» What this task involves
Output every record word for word.

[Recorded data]
----------------------------------------

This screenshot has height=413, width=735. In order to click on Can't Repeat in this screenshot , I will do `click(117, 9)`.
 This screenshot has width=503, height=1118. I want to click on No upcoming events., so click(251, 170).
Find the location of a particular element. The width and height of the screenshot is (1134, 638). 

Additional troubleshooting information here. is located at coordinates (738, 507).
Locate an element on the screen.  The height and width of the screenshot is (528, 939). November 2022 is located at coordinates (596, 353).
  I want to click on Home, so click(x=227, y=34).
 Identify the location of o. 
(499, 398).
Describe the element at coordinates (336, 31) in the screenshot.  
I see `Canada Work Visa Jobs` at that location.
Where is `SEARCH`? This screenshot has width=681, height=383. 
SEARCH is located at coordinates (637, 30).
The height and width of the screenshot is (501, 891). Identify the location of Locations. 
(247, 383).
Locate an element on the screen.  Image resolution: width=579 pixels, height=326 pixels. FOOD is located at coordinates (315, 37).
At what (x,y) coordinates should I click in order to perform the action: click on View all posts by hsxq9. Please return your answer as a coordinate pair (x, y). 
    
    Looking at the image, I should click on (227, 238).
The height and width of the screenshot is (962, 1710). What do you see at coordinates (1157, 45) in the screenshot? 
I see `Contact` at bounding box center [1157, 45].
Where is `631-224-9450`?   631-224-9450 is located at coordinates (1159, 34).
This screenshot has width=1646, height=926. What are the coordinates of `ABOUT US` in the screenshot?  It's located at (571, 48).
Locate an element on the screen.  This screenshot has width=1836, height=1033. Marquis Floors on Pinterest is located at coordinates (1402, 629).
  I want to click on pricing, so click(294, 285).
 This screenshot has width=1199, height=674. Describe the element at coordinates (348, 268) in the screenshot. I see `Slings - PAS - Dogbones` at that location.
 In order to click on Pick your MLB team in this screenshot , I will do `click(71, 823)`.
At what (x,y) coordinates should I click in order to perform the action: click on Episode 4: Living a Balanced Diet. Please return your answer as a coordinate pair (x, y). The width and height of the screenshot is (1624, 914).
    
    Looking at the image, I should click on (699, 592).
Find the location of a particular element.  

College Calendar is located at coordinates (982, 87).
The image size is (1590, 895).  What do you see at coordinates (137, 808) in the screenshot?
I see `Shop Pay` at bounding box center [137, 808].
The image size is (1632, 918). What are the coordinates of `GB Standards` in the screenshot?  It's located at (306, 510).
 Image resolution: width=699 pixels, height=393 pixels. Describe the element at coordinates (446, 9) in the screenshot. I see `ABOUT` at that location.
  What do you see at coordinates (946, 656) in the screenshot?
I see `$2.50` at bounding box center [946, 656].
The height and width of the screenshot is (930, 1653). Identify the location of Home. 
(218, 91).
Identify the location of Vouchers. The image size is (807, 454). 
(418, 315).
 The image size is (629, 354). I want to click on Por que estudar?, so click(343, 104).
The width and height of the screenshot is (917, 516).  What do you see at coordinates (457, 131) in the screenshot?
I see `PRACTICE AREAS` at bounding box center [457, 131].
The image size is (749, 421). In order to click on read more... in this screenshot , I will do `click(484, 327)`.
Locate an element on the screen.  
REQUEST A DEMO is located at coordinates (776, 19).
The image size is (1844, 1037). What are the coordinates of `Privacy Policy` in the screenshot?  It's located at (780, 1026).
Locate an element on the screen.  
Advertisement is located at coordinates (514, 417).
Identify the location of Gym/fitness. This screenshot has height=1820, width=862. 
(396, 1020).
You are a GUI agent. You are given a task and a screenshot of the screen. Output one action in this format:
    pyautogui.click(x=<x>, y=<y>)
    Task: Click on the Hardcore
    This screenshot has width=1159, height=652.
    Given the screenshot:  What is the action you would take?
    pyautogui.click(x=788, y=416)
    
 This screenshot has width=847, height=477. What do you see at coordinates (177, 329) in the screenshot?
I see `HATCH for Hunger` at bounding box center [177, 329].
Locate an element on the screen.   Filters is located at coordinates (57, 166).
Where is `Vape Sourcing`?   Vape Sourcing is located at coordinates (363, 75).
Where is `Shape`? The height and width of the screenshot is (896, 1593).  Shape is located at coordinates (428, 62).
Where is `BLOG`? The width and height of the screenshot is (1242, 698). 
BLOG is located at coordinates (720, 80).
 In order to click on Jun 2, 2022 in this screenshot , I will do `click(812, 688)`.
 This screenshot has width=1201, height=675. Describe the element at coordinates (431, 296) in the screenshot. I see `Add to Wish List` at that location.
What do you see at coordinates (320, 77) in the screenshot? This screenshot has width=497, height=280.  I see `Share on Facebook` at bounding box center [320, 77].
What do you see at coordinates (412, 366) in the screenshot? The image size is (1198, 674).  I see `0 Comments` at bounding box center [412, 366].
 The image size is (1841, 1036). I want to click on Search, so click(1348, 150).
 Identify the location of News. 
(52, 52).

----------------------------------------

» Reply
This screenshot has height=413, width=735. In order to click on Can't Repeat in this screenshot , I will do `click(117, 9)`.
 This screenshot has width=503, height=1118. I want to click on No upcoming events., so click(251, 170).
Find the location of a particular element. The width and height of the screenshot is (1134, 638). 

Additional troubleshooting information here. is located at coordinates (738, 507).
Locate an element on the screen.  The height and width of the screenshot is (528, 939). November 2022 is located at coordinates (596, 353).
  I want to click on Home, so click(x=227, y=34).
 Identify the location of o. 
(499, 398).
Describe the element at coordinates (336, 31) in the screenshot.  
I see `Canada Work Visa Jobs` at that location.
Where is `SEARCH`? This screenshot has width=681, height=383. 
SEARCH is located at coordinates (637, 30).
The height and width of the screenshot is (501, 891). Identify the location of Locations. 
(247, 383).
Locate an element on the screen.  Image resolution: width=579 pixels, height=326 pixels. FOOD is located at coordinates (315, 37).
At what (x,y) coordinates should I click in order to perform the action: click on View all posts by hsxq9. Please return your answer as a coordinate pair (x, y). 
    
    Looking at the image, I should click on (227, 238).
The height and width of the screenshot is (962, 1710). What do you see at coordinates (1157, 45) in the screenshot? 
I see `Contact` at bounding box center [1157, 45].
Where is `631-224-9450`?   631-224-9450 is located at coordinates (1159, 34).
This screenshot has width=1646, height=926. What are the coordinates of `ABOUT US` in the screenshot?  It's located at (571, 48).
Locate an element on the screen.  This screenshot has width=1836, height=1033. Marquis Floors on Pinterest is located at coordinates (1402, 629).
  I want to click on pricing, so click(294, 285).
 This screenshot has width=1199, height=674. Describe the element at coordinates (348, 268) in the screenshot. I see `Slings - PAS - Dogbones` at that location.
 In order to click on Pick your MLB team in this screenshot , I will do `click(71, 823)`.
At what (x,y) coordinates should I click in order to perform the action: click on Episode 4: Living a Balanced Diet. Please return your answer as a coordinate pair (x, y). The width and height of the screenshot is (1624, 914).
    
    Looking at the image, I should click on (699, 592).
Find the location of a particular element.  

College Calendar is located at coordinates (982, 87).
The image size is (1590, 895).  What do you see at coordinates (137, 808) in the screenshot?
I see `Shop Pay` at bounding box center [137, 808].
The image size is (1632, 918). What are the coordinates of `GB Standards` in the screenshot?  It's located at (306, 510).
 Image resolution: width=699 pixels, height=393 pixels. Describe the element at coordinates (446, 9) in the screenshot. I see `ABOUT` at that location.
  What do you see at coordinates (946, 656) in the screenshot?
I see `$2.50` at bounding box center [946, 656].
The height and width of the screenshot is (930, 1653). Identify the location of Home. 
(218, 91).
Identify the location of Vouchers. The image size is (807, 454). 
(418, 315).
 The image size is (629, 354). I want to click on Por que estudar?, so click(343, 104).
The width and height of the screenshot is (917, 516).  What do you see at coordinates (457, 131) in the screenshot?
I see `PRACTICE AREAS` at bounding box center [457, 131].
The image size is (749, 421). In order to click on read more... in this screenshot , I will do `click(484, 327)`.
Locate an element on the screen.  
REQUEST A DEMO is located at coordinates (776, 19).
The image size is (1844, 1037). What are the coordinates of `Privacy Policy` in the screenshot?  It's located at (780, 1026).
Locate an element on the screen.  
Advertisement is located at coordinates (514, 417).
Identify the location of Gym/fitness. This screenshot has height=1820, width=862. 
(396, 1020).
You are a GUI agent. You are given a task and a screenshot of the screen. Output one action in this format:
    pyautogui.click(x=<x>, y=<y>)
    Task: Click on the Hardcore
    This screenshot has width=1159, height=652.
    Given the screenshot:  What is the action you would take?
    pyautogui.click(x=788, y=416)
    
 This screenshot has width=847, height=477. What do you see at coordinates (177, 329) in the screenshot?
I see `HATCH for Hunger` at bounding box center [177, 329].
Locate an element on the screen.   Filters is located at coordinates (57, 166).
Where is `Vape Sourcing`?   Vape Sourcing is located at coordinates (363, 75).
Where is `Shape`? The height and width of the screenshot is (896, 1593).  Shape is located at coordinates (428, 62).
Where is `BLOG`? The width and height of the screenshot is (1242, 698). 
BLOG is located at coordinates (720, 80).
 In order to click on Jun 2, 2022 in this screenshot , I will do `click(812, 688)`.
 This screenshot has width=1201, height=675. Describe the element at coordinates (431, 296) in the screenshot. I see `Add to Wish List` at that location.
What do you see at coordinates (320, 77) in the screenshot? This screenshot has width=497, height=280.  I see `Share on Facebook` at bounding box center [320, 77].
What do you see at coordinates (412, 366) in the screenshot? The image size is (1198, 674).  I see `0 Comments` at bounding box center [412, 366].
 The image size is (1841, 1036). I want to click on Search, so click(1348, 150).
 Identify the location of News. 
(52, 52).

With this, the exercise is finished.